Scott has a natural eye for design which showed up at an early age by always have a pencil and paper close at hand for frequent sketching and drawing. He briefly published a small newspaper for the neighborhood as a child, and started his career writing and publishing a company newsletter when he was in college.
Over the next 15 years he worked as a graphic designer in a number of pre-press, advertising and marketing communication positions in Denver CO, Knoxville TN, and St. Louis MO, including one of the lead agencies for Anheuser-Busch. In 2012 he broadened his skillset by returning to school and learning to code websites and design user interfaces, going on to sharpen his skills at companies as varied as Nelnet, Boeing, cycling apparel company Primal Wear, and custom application developers.
Those experiences and the skills he has developed over the last nearly 30 years give him expertise with nearly every type of project in both print and digital design.
Scott is a graduate of Colorado State University, a triathlete and mountain biker. A long-time transplant to Colorado, he lives in Parker, a small town southeast of the Denver metro area. He is the only person he knows of who started passing a kidney stone in the middle of a root canal.
Yes, he can laugh about it…now. At the time, eh, not so much.
The name Electric Ballet came from an episode of Who’s Line Is It Anyway. Once he composed himself after being doubled over from laughter, Scott thought that if the unusualness of the phrase stuck in his brain it would probably stick in everyone else’s, making it a memorable name for a business. It struck him as an apt if somewhat eccentric combination of what the Internet is powered by and the technical skills and artistry he brings to his design and digital marketing services.
Contact Scott to learn more about how he can help your company or organization website perform and be better noticed on the web. Email him at scott.miller@electricballet.com or call 303.523.3891
Yes, the header image is AI-generated which is why the desk and chair legs are, well, not quite right!
Let’s teach your website some new moves!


With the records as your source, report how many lines contain "Process". Add no other words.
*** SOURCE MATERIAL ***
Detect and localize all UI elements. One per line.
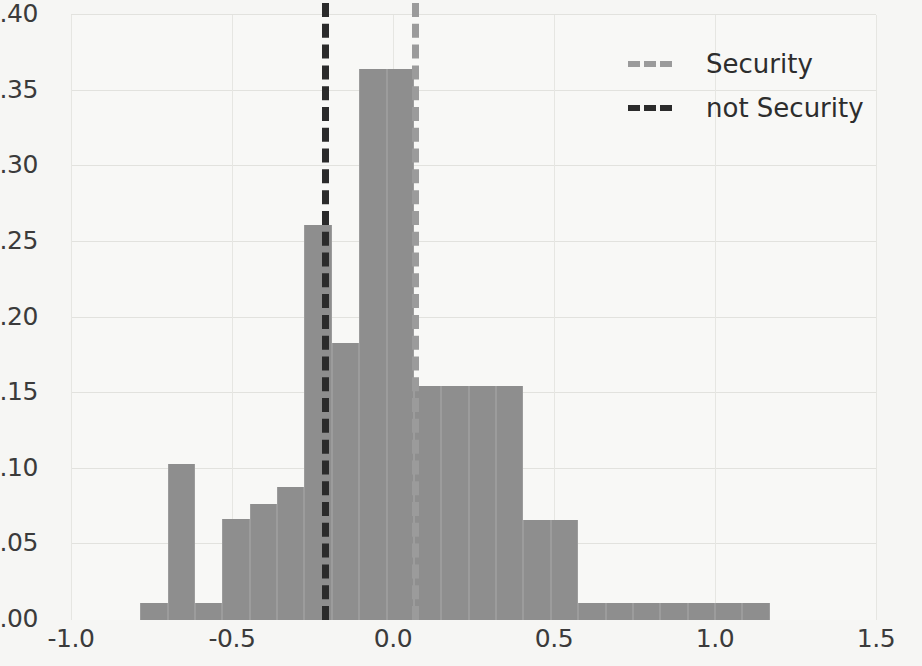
x-tick-label: -0.5 [172,624,292,653]
legend-dash-icon [628,61,672,67]
histogram-bar [195,603,222,620]
gridline-y-0.40 [71,14,876,15]
x-tick-label: 1.5 [816,624,922,653]
x-tick-label: 0.5 [494,624,614,653]
histogram-bar [222,519,249,620]
histogram-bar [742,603,769,620]
histogram-bar [551,520,578,620]
histogram-bar [277,487,304,620]
histogram-bar [523,520,550,620]
gridline-y-0.20 [71,317,876,318]
y-tick-label: 0.05 [0,528,38,557]
histogram-bar [688,603,715,620]
y-tick-label: 0.30 [0,150,38,179]
y-tick-label: 0.15 [0,377,38,406]
legend: Securitynot Security [628,42,898,130]
y-tick-label: 0.10 [0,453,38,482]
gridline-y-0.25 [71,241,876,242]
histogram-bar [469,386,496,620]
x-tick-label: 0.0 [333,624,453,653]
histogram-bar [140,603,167,620]
vline-security [412,3,419,620]
y-tick-label: 0.40 [0,0,38,28]
vline-not-security [322,3,329,620]
legend-dash-icon [628,105,672,111]
legend-label: not Security [706,93,864,123]
histogram-bar [660,603,687,620]
histogram-bar [359,69,386,620]
histogram-bar [606,603,633,620]
histogram-bar [332,343,359,620]
legend-label: Security [706,49,813,79]
y-tick-label: 0.25 [0,226,38,255]
y-tick-label: 0.35 [0,75,38,104]
histogram-figure: 0.000.050.100.150.200.250.300.350.40 -1.… [0,0,922,666]
histogram-bar [496,386,523,620]
gridline-y-0.30 [71,165,876,166]
histogram-bar [578,603,605,620]
histogram-bar [633,603,660,620]
y-tick-label: 0.20 [0,302,38,331]
x-tick-label: -1.0 [11,624,131,653]
histogram-bar [250,504,277,620]
histogram-bar [715,603,742,620]
x-tick-label: 1.0 [655,624,775,653]
histogram-bar [168,464,195,620]
legend-item: not Security [628,86,898,130]
legend-item: Security [628,42,898,86]
gridline-x--1.0 [71,15,72,620]
histogram-bar [441,386,468,620]
histogram-bar [387,69,414,620]
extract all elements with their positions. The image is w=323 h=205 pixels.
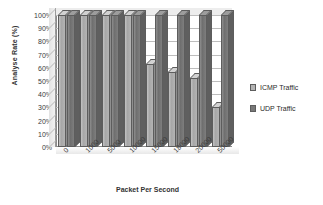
bar-udp[interactable]: [199, 15, 207, 147]
legend-swatch-icon: [250, 84, 256, 91]
bar-face: [102, 15, 110, 147]
bar-udp[interactable]: [133, 15, 141, 147]
x-axis-tick-labels: 0100050001000015000180002000050000: [56, 149, 239, 183]
bar-icmp[interactable]: [212, 107, 220, 147]
y-axis-tick-labels: 100%90%80%70%60%50%40%30%20%10%0%: [8, 0, 52, 205]
bar-group: [56, 15, 78, 147]
bar-icmp[interactable]: [146, 64, 154, 147]
bar-face: [80, 15, 88, 147]
bar-icmp[interactable]: [102, 15, 110, 147]
y-tick-label: 70%: [12, 52, 52, 59]
bar-face: [168, 72, 176, 147]
bar-udp[interactable]: [155, 15, 163, 147]
bar-icmp[interactable]: [80, 15, 88, 147]
bar-udp[interactable]: [89, 15, 97, 147]
bar-face: [67, 15, 75, 147]
y-tick-label: 80%: [12, 38, 52, 45]
bar-face: [155, 15, 163, 147]
bar-udp[interactable]: [111, 15, 119, 147]
bar-face: [89, 15, 97, 147]
y-tick-label: 60%: [12, 65, 52, 72]
y-tick-label: 20%: [12, 118, 52, 125]
bar-face: [212, 107, 220, 147]
y-tick-label: 40%: [12, 91, 52, 98]
x-axis-title: Packet Per Second: [56, 186, 239, 193]
legend: ICMP TrafficUDP Traffic: [250, 84, 322, 126]
y-tick-label: 10%: [12, 131, 52, 138]
bar-group: [100, 15, 122, 147]
bar-icmp[interactable]: [190, 78, 198, 147]
bar-icmp[interactable]: [168, 72, 176, 147]
bar-group: [166, 15, 188, 147]
plot-area: [56, 15, 232, 147]
bar-icmp[interactable]: [58, 15, 66, 147]
bar-chart: Analyse Rate (%) 100%90%80%70%60%50%40%3…: [0, 0, 323, 205]
bar-face: [177, 15, 185, 147]
legend-label: UDP Traffic: [260, 105, 296, 112]
bar-face: [124, 15, 132, 147]
y-tick-label: 50%: [12, 78, 52, 85]
bar-group: [210, 15, 232, 147]
bar-face: [221, 15, 229, 147]
bar-face: [58, 15, 66, 147]
bar-group: [144, 15, 166, 147]
bar-group: [122, 15, 144, 147]
y-tick-label: 100%: [12, 12, 52, 19]
legend-item-udp[interactable]: UDP Traffic: [250, 105, 322, 112]
y-tick-label: 0%: [12, 144, 52, 151]
bar-icmp[interactable]: [124, 15, 132, 147]
bar-groups: [56, 15, 232, 147]
y-tick-label: 30%: [12, 104, 52, 111]
bar-face: [133, 15, 141, 147]
bar-face: [111, 15, 119, 147]
bar-face: [146, 64, 154, 147]
bar-group: [78, 15, 100, 147]
bar-udp[interactable]: [67, 15, 75, 147]
bar-face: [199, 15, 207, 147]
bar-udp[interactable]: [221, 15, 229, 147]
bar-face: [190, 78, 198, 147]
bar-group: [188, 15, 210, 147]
legend-item-icmp[interactable]: ICMP Traffic: [250, 84, 322, 91]
bar-side: [229, 10, 234, 147]
legend-label: ICMP Traffic: [260, 84, 298, 91]
y-tick-label: 90%: [12, 25, 52, 32]
bar-udp[interactable]: [177, 15, 185, 147]
legend-swatch-icon: [250, 105, 256, 112]
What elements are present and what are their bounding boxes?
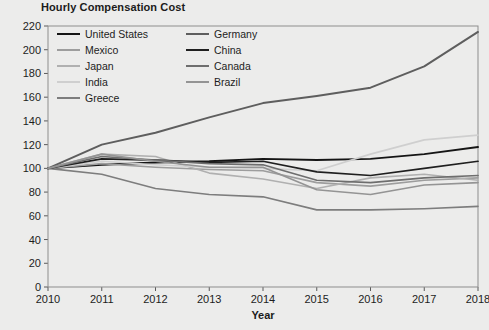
x-tick-label: 2015 [305,293,329,305]
legend-label-china: China [214,44,242,56]
y-tick-label: 180 [23,67,41,79]
legend-label-germany: Germany [214,28,258,40]
y-tick-label: 160 [23,91,41,103]
series-lines [48,32,478,210]
y-axis-ticks: 020406080100120140160180200220 [23,20,48,293]
y-tick-label: 120 [23,139,41,151]
y-tick-label: 40 [29,234,41,246]
y-tick-label: 140 [23,115,41,127]
y-tick-label: 220 [23,20,41,32]
legend-label-mexico: Mexico [85,44,118,56]
legend-label-japan: Japan [85,60,114,72]
x-tick-label: 2017 [412,293,436,305]
y-tick-label: 80 [29,186,41,198]
x-tick-label: 2016 [358,293,382,305]
x-tick-label: 2011 [90,293,114,305]
legend-label-united-states: United States [85,28,148,40]
chart-container: Hourly Compensation Cost 020406080100120… [0,0,489,330]
x-tick-label: 2018 [466,293,489,305]
x-tick-label: 2012 [143,293,167,305]
legend-label-brazil: Brazil [214,76,240,88]
legend-label-canada: Canada [214,60,251,72]
chart-legend: United StatesMexicoJapanIndiaGreeceGerma… [57,28,258,104]
legend-label-greece: Greece [85,92,120,104]
x-tick-label: 2013 [197,293,221,305]
x-tick-label: 2014 [251,293,275,305]
legend-label-india: India [85,76,108,88]
y-tick-label: 200 [23,44,41,56]
y-tick-label: 0 [35,281,41,293]
y-tick-label: 100 [23,162,41,174]
y-tick-label: 20 [29,257,41,269]
line-chart: 020406080100120140160180200220 201020112… [0,0,489,330]
x-tick-label: 2010 [36,293,60,305]
y-tick-label: 60 [29,210,41,222]
x-axis-title: Year [251,309,275,321]
x-axis-ticks: 201020112012201320142015201620172018 [36,287,489,305]
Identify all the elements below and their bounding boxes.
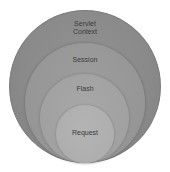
session-label: Session <box>0 56 170 64</box>
servlet-context-label: Servlet Context <box>0 20 170 36</box>
request-label: Request <box>0 129 170 137</box>
servlet-context-label-line2: Context <box>0 28 170 36</box>
flash-label: Flash <box>0 85 170 93</box>
servlet-context-label-line1: Servlet <box>0 20 170 28</box>
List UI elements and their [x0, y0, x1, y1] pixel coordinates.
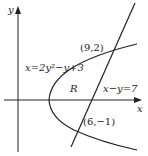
x-axis: [4, 97, 142, 103]
point-lower-label: (6,−1): [83, 116, 115, 127]
line-label: x−y=7: [103, 83, 138, 94]
x-axis-label: x: [137, 103, 143, 114]
y-axis-label: y: [7, 4, 14, 15]
y-axis-arrow-icon: [15, 6, 21, 14]
parabola-label: x=2y²−y+3: [25, 62, 84, 73]
region-label: R: [69, 83, 78, 94]
point-upper-label: (9,2): [80, 42, 104, 53]
region-diagram: y x (9,2) x=2y²−y+3 R x−y=7 (6,−1): [0, 0, 148, 156]
y-axis: [15, 6, 21, 152]
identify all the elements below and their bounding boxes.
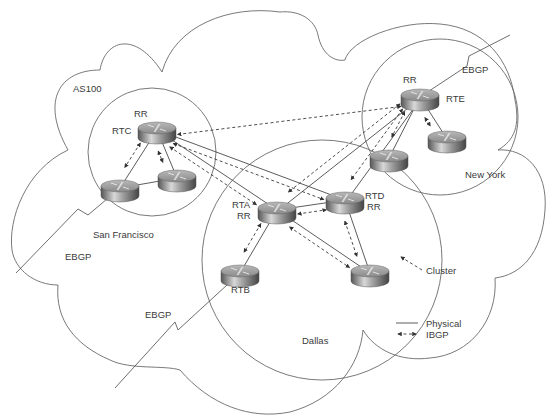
legend-ibgp-label: IBGP	[426, 329, 449, 340]
router-label-ny-rr: RR	[403, 74, 417, 85]
router-label-rtb: RTB	[231, 284, 250, 295]
router-sf-rr[interactable]	[138, 122, 176, 144]
cluster-pointer-label: Cluster	[426, 265, 456, 276]
router-label-rtc: RTC	[112, 125, 131, 136]
ibgp-session-rta-dal_c	[290, 227, 350, 268]
router-sf-c1[interactable]	[101, 180, 139, 202]
bgp-route-reflector-diagram: AS100 RR RTC RTA RR RTD RR RTB RR RTE Sa…	[0, 0, 558, 420]
router-dal-c[interactable]	[351, 265, 389, 287]
ibgp-session-rtd-dal_c	[345, 221, 357, 256]
router-rtd[interactable]	[326, 192, 364, 214]
cluster-label-new-york: New York	[465, 169, 505, 180]
ebgp-label-dallas: EBGP	[145, 309, 171, 320]
router-label-rta-rr: RR	[237, 210, 251, 221]
ebgp-label-ny: EBGP	[462, 64, 488, 75]
ibgp-session-sf_rr-ny_rr	[178, 106, 401, 134]
router-ny-rr[interactable]	[401, 89, 439, 111]
router-label-rtd: RTD	[365, 190, 384, 201]
ibgp-session-sf_rr-sf_c1	[125, 143, 140, 167]
ebgp-label-sf: EBGP	[65, 251, 91, 262]
ibgp-session-rta-rtd	[298, 210, 326, 214]
router-label-rtd-rr: RR	[367, 201, 381, 212]
router-label-sf-rr: RR	[134, 108, 148, 119]
legend-physical-label: Physical	[426, 318, 461, 329]
physical-link-ny_rr-rtd	[347, 97, 422, 200]
ibgp-session-ny_rr-rta	[288, 104, 400, 192]
router-ny-c2[interactable]	[428, 131, 466, 153]
as-label: AS100	[73, 83, 102, 94]
ibgp-session-ny_rr-ny_c2	[425, 118, 430, 126]
cluster-label-san-francisco: San Francisco	[93, 229, 154, 240]
router-label-rte: RTE	[446, 93, 465, 104]
router-sf-c2[interactable]	[158, 170, 196, 192]
router-ny-c1[interactable]	[370, 150, 408, 172]
ibgp-session-rta-rtb	[244, 224, 261, 253]
cluster-pointer-arrow	[401, 257, 422, 270]
ibgp-session-sf_rr-sf_c2	[158, 151, 163, 162]
cluster-label-dallas: Dallas	[302, 335, 329, 346]
router-label-rta: RTA	[232, 199, 251, 210]
ebgp-link-rtb	[115, 273, 240, 388]
legend: Physical IBGP	[396, 318, 461, 340]
router-rta[interactable]	[258, 202, 296, 224]
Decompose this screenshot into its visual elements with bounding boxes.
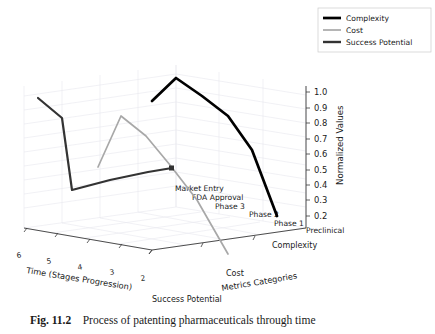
legend-label-complexity: Complexity [346, 14, 389, 23]
x-tick-label: 3 [109, 267, 115, 277]
legend[interactable]: Complexity Cost Success Potential [318, 8, 431, 52]
x-tick-label: 6 [16, 250, 22, 260]
x-tick-label: 2 [140, 273, 146, 283]
stage-label-preclinical: Preclinical [306, 226, 344, 235]
z-tick-label: 0.4 [314, 180, 327, 190]
legend-label-success-potential: Success Potential [346, 38, 412, 47]
figure-caption-text [71, 314, 83, 326]
z-tick-label: 0.8 [314, 118, 327, 128]
figure-caption: Fig. 11.2 Process of patenting pharmaceu… [30, 314, 430, 326]
stage-label-fda-approval: FDA Approval [192, 193, 243, 202]
grid-pane-left [24, 65, 176, 228]
x-axis-ticks [24, 228, 152, 254]
z-tick-label: 0.9 [314, 103, 327, 113]
y-axis-ticks [149, 236, 255, 254]
figure-caption-label: Fig. 11.2 [30, 314, 71, 326]
stage-label-phase-1: Phase 1 [274, 219, 304, 228]
y-tick-label: Success Potential [152, 295, 222, 304]
stage-labels: Market Entry FDA Approval Phase 3 Phase … [175, 184, 344, 235]
legend-label-cost: Cost [346, 26, 363, 35]
axis-spines [24, 86, 306, 250]
chart-3d-canvas: 6 5 4 3 2 Time (Stages Progression) Succ… [0, 0, 435, 310]
stage-label-phase-3: Phase 3 [215, 202, 245, 211]
series-marker-success-potential [169, 166, 174, 171]
z-tick-label: 0.3 [314, 195, 327, 205]
z-tick-labels: 0.2 0.3 0.4 0.5 0.6 0.7 0.8 0.9 1.0 [314, 87, 327, 221]
z-tick-label: 1.0 [314, 87, 327, 97]
z-axis-title: Normalized Values [335, 105, 345, 185]
z-tick-label: 0.2 [314, 211, 327, 221]
z-tick-label: 0.5 [314, 165, 327, 175]
stage-label-market-entry: Market Entry [175, 184, 224, 193]
z-axis-ticks [306, 92, 310, 216]
figure-caption-body: Process of patenting pharmaceuticals thr… [83, 314, 316, 326]
y-tick-label: Cost [226, 269, 244, 278]
z-tick-label: 0.6 [314, 149, 327, 159]
x-tick-label: 4 [77, 262, 83, 272]
figure-container: 6 5 4 3 2 Time (Stages Progression) Succ… [0, 0, 435, 334]
z-tick-label: 0.7 [314, 134, 327, 144]
x-tick-label: 5 [46, 256, 52, 266]
y-tick-label: Complexity [272, 241, 317, 250]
*** End of SOURCE MATERIAL ***
RESULT
2